March 29, 2024
BANGOR DAILY NEWS (BANGOR, MAINE

Acadia trails effort begins > Campbell’s heir gives $5 million

A $5 million pledge kicked off a $13 million project Thursday that aims to revive and expand Acadia National Park’s footpaths and create the first national park in the country with a privately endowed trail system.

The donation was the largest monetary gift from people still living to a nonprofit conservation organization in Maine. It will help to ensure that park trails winding through wooded groves, up mountainsides, around ponds and atop rock outcrops will be maintained for generations.

Campbell’s Soup heir Tristram Colket and his wife, Ruth Colket, pledged $5 million to help launch the $13 million campaign called Acadia Trails Forever. The campaign is the largest public-private fund-raising effort undertaken in the national park system, according to Friends of Acadia President Ken Olson.

The Acadia Trails Forever money will be used to restore the park’s 130-mile system of foot trails, reopen 11 miles of unmarked trails, develop five connector trails designed to link nearby towns to Acadia, and create an endowment to pay for trail maintenance.

The $13 million restoration might take 10 years to complete. It will begin in 2000. About $7 million will be used for reviving and building trails and the remaining $6 million will remain at Friends of Acadia in a permanent endowment.

The multimillion-dollar campaign is designed to enable trail crews to stay ahead of natural and human-related damage that occurs on the trails.

The forces of nature — and the footsteps taken during 3 million annual visits to the park — have caused erosion, soil compaction, mud troughs, avalanches and rock slides, rotting trail signs and bridges, and widening of trails, Friends of Acadia pointed out in a brochure. The mission of the nonprofit organization is to protect and preserve the park. It is not part of the National Park Service.

Acadia National Park will contribute $4 million from park entrance fees, and Friends of Acadia will match the figure by more than 2 to 1 by raising the remaining $9 million through private contributions.

Interior Secretary Bruce Babbitt and National Park Service Director Robert Stanton were on hand Thursday to announce the venture.

Babbitt called the event “a symbol of how individuals working together can … enable the creation of something great.” He recalled the generosity of private donors earlier this century who approached President Woodrow Wilson about giving parts of Mount Desert Island to the American people as a national park.

Applauding the cooperative effort involved in the Acadia Trails Forever project and private philanthropy, Babbitt said he hoped the move would inspire a new tradition of giving and called out, “Mr. Gates, can you hear me?” referring to Microsoft’s multibillionaire chairman, Bill Gates.

So far $10.6 million, or 82 percent of the fund-raising goal, has been secured, including the $4 million from park entrance fees, $5 million from the Colkets and $1 million from Shelby and Gale Davis, summer residents of Northeast Harbor. The Davises contributed $1 million as an endowment for the Acadia Youth Conservation Corps, a program for local teens to participate in stewardship projects with park staff.

Friends of Acadia is turning to the public to raise the remaining $2.4 million.

Tristram and Ruth Colket, who live in Bar Harbor and in a Philadelphia suburb, have a history of philanthropy. The couple last year offered a $5 million challenge gift for a campus center project at Roanoke College, where their son, Bryan, graduated in 1998. In 1994, Tristram Colket kicked off a $100 million capital campaign for Children’s Hospital of Philadelphia with a $5 million contribution.

Tristram Colket Jr., a grandson of Campbell’s Soup founder John T. Dorrance, was one of several heirs to the company. His net worth last year totaled $725 million, making him one of the nation’s 400 richest Americans, according to a list compiled by Forbes magazine.

Acadia Superintendent Paul Haertel likened the donation and the Acadia Trails Forever project to earlier contributions from some of the island’s prominent summer residents such as Harvard University President Charles W. Eliot and John D. Rockefeller Jr.

This is “the present-day equivalent of their love for this place,” Haertel said. Cooperative efforts are the cornerstone of the park’s future, he added.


* [What you will do]: Without changing a word, return the listing below, minus its images.

* [Data listing]:
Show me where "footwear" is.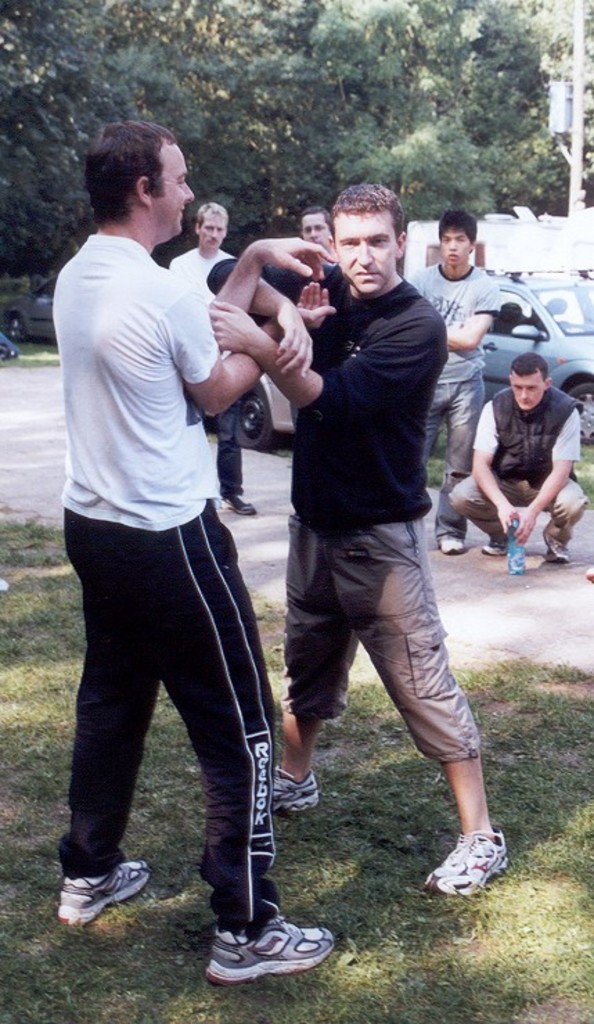
"footwear" is at <box>425,827,504,897</box>.
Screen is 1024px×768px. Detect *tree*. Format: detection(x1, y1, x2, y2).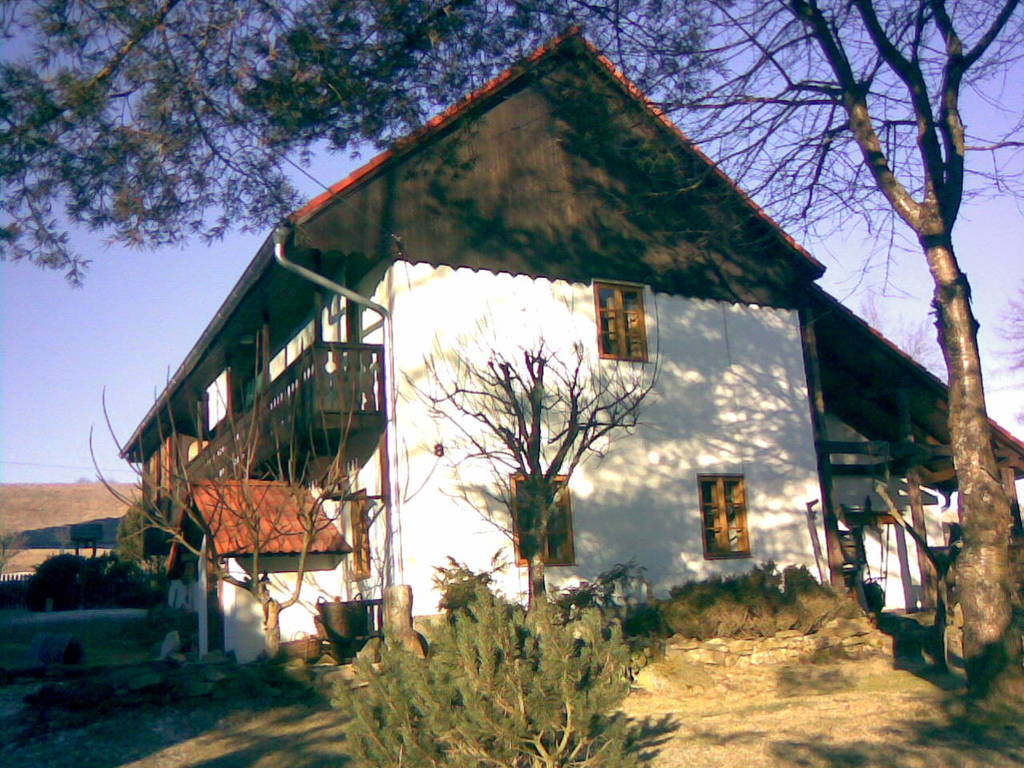
detection(81, 314, 393, 682).
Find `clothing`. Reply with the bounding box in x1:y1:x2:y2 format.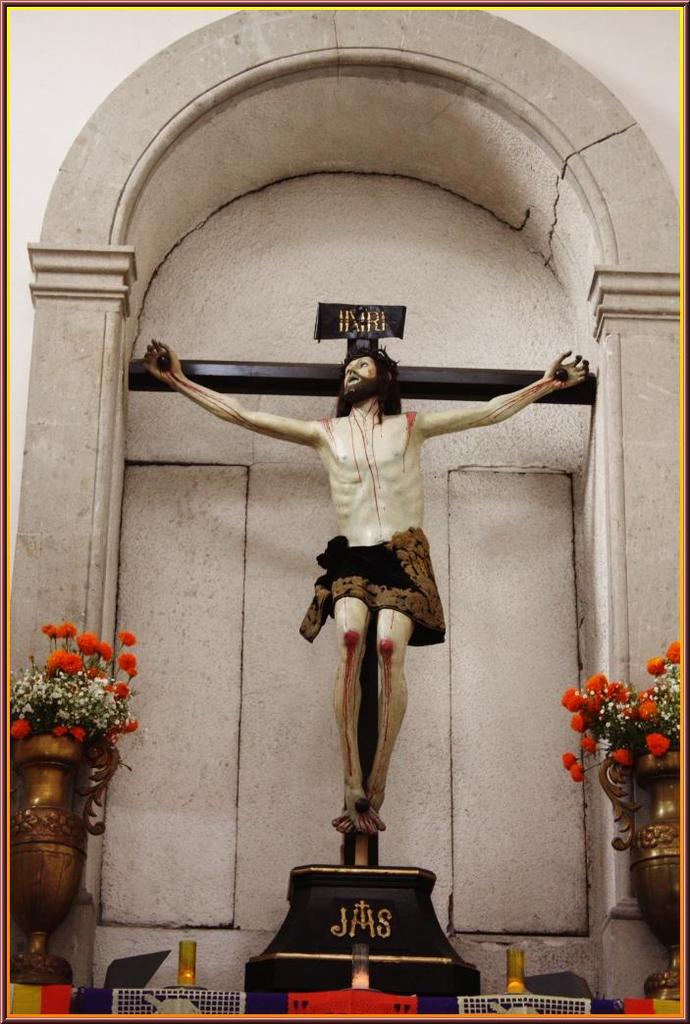
296:528:450:649.
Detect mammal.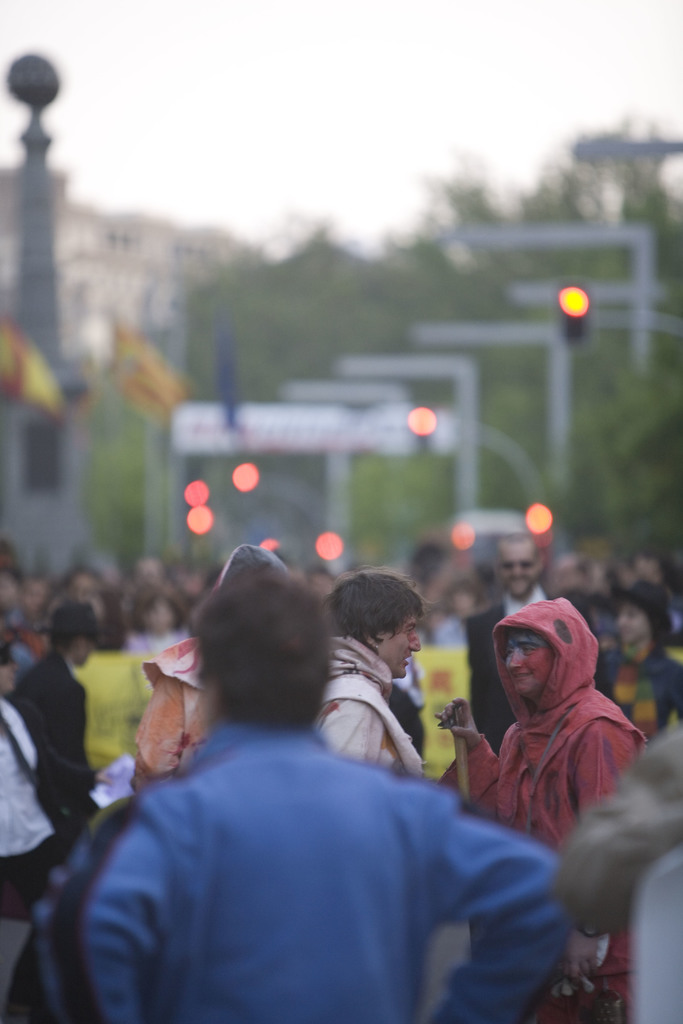
Detected at box(325, 566, 441, 777).
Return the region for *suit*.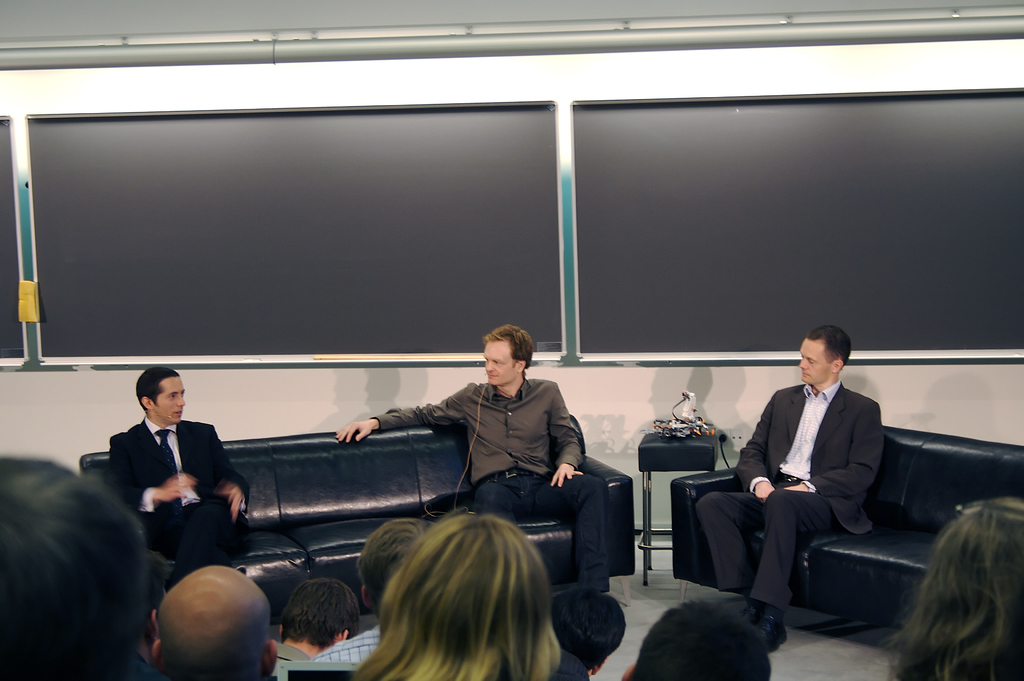
[left=696, top=376, right=881, bottom=605].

* [Completed task]:
Show me where "footwear" is.
"footwear" is at <box>425,827,504,897</box>.
Screen is 1024px×768px. Detect *tree*. Format: detection(x1, y1, x2, y2).
detection(81, 314, 393, 682).
Find `clothing`. Reply with the bounding box in x1:y1:x2:y2 format.
296:528:450:649.
Detect mammal.
Detected at box(325, 566, 441, 777).
Return the region for *suit*.
[left=696, top=376, right=881, bottom=605].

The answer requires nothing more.